Summary

The project titled Active tuning of plasmon resonances in gold nanoparticle arrays on elastomeric substrates for ultrasensitive dual MEF/SERS biosensing (OPTiGAP) aims to develop a disruptive approach to dual Metal-Enhanced Fluorescence (MEF)/ Surface-Enhanced Raman Spectroscopy (SERS) biosensing: plasmonic nanostructures will be designed such that both MEF and SERS can be excited by a single laser source, based on active tuning of localized surface plasmon resonances (LSPRs) favouring either MEF or SERS process. The dual MEF/SERS molecular sensing platform will exploit real-time mechanical tuning of LSPRs in designed gold nanoparticle arrays, allowing to modulate the electromagnetic field enhancements in nano-gaps such that the fingerprint-like SERS signal can be collected despite the overwhelming MEF intensity. After careful design based on electromagnetic simulations, gold nanoparticle arrays will be fabricated and characterized. Their plasmonic properties will be investigated and understood, in order to apply them for dual MEF/SERS detection of specific biomarkers as are membrane proteins used to differentiate/ classify various metastatic cancer cells (EGFR or EpCAM). The OPTiGAP project can contribute to expanding the use of MEF and SERS beyond proof-of-concepts studies into viable real-life applications, by developing biosensing protocols exploiting a fluorescence read-out for fast imaging and Raman fingerprinting for multiplexed molecular identification.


### Task prompt
In the listing that follows, how many lines contain "been"? Give the number only.

# # # # # # #

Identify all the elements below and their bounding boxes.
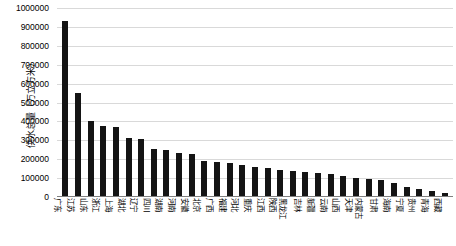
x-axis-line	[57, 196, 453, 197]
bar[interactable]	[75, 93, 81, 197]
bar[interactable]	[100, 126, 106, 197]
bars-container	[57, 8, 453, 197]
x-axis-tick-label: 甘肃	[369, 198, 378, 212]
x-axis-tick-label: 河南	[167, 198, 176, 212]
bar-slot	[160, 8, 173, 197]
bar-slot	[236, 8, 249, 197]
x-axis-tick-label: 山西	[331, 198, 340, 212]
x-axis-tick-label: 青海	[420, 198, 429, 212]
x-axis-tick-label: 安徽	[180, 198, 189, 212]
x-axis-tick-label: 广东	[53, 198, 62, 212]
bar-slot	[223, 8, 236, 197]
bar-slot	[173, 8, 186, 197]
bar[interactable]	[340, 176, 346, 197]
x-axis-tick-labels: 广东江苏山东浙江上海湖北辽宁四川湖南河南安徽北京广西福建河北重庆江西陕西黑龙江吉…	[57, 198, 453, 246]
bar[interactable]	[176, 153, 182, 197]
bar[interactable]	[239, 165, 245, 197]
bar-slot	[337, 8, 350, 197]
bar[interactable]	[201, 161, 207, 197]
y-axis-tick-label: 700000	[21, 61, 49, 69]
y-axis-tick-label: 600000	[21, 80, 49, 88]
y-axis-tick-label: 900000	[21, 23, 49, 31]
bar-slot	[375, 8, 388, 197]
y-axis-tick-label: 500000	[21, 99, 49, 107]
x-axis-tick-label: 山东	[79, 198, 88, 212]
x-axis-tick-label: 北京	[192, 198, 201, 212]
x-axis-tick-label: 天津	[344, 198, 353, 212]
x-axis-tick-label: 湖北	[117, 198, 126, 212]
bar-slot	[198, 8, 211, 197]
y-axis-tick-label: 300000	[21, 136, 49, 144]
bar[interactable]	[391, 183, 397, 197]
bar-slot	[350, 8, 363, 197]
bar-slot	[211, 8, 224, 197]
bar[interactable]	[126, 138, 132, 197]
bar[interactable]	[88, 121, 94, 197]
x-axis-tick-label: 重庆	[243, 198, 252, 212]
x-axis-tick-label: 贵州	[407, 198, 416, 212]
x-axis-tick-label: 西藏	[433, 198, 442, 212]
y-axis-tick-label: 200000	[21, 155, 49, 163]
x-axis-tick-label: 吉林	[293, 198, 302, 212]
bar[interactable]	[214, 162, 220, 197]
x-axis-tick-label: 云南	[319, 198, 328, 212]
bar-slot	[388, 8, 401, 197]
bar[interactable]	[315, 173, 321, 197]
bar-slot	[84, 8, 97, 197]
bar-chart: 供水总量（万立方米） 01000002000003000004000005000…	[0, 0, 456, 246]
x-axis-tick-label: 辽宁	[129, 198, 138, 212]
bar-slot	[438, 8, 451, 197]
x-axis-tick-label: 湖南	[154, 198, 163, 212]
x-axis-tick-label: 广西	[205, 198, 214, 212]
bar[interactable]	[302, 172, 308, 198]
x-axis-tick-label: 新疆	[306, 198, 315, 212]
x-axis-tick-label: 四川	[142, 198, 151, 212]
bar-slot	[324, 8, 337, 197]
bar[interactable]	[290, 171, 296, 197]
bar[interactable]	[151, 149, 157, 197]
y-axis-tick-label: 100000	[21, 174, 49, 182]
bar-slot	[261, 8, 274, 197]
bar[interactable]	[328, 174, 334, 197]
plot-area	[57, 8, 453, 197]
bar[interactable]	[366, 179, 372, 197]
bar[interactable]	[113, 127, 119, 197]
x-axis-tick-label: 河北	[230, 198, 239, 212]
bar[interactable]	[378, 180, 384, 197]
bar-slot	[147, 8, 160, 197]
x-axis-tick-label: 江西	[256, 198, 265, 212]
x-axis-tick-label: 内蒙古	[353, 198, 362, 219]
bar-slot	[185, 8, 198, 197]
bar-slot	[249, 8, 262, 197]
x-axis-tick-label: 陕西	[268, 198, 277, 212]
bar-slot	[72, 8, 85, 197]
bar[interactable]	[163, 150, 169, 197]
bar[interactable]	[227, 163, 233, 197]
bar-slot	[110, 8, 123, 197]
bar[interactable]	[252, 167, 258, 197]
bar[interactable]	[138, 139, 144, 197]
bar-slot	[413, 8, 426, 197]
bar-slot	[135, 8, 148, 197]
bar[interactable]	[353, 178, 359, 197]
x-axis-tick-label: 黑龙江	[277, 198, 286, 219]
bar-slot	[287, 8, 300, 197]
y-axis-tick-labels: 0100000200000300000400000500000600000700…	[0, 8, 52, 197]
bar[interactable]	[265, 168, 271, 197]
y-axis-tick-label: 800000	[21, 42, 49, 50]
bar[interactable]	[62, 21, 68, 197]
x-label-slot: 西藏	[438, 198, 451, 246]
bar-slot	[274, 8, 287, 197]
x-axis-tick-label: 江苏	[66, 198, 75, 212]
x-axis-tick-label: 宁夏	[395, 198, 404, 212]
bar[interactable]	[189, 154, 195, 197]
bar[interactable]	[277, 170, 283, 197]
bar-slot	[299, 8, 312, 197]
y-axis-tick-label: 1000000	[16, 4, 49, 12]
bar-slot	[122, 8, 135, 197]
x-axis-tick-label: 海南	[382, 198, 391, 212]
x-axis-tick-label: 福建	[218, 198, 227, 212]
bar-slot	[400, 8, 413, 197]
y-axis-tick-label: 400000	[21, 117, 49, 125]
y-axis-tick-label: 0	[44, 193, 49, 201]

# # # # # # #

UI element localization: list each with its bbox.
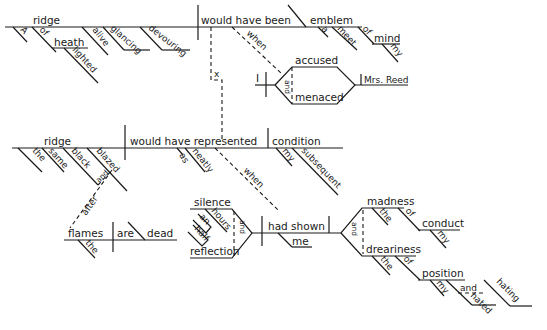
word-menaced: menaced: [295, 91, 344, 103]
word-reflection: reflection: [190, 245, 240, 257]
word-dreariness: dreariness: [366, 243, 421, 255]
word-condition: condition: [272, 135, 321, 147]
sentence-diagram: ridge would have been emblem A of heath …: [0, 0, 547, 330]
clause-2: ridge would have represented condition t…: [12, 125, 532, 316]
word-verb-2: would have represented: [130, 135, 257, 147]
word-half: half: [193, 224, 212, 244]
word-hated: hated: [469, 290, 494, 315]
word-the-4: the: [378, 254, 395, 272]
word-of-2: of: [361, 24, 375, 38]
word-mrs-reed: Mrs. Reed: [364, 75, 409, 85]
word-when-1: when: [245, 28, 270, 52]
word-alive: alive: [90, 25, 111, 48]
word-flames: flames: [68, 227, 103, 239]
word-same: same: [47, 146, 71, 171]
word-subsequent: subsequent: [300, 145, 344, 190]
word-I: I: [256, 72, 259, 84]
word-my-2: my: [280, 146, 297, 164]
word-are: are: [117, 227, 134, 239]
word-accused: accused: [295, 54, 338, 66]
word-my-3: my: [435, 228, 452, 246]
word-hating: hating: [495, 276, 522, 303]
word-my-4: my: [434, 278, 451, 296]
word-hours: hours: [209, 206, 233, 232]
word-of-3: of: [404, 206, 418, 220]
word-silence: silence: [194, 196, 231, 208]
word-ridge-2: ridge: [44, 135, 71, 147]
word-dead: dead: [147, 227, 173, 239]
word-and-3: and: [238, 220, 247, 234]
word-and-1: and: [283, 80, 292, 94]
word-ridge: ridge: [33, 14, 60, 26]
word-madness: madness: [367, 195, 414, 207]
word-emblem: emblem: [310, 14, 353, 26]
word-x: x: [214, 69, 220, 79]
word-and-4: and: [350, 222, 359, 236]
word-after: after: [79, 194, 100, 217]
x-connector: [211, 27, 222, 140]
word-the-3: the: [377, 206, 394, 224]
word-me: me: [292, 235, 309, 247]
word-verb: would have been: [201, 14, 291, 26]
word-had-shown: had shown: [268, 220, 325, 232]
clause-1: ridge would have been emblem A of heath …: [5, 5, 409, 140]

# # # # # # #

### Result
3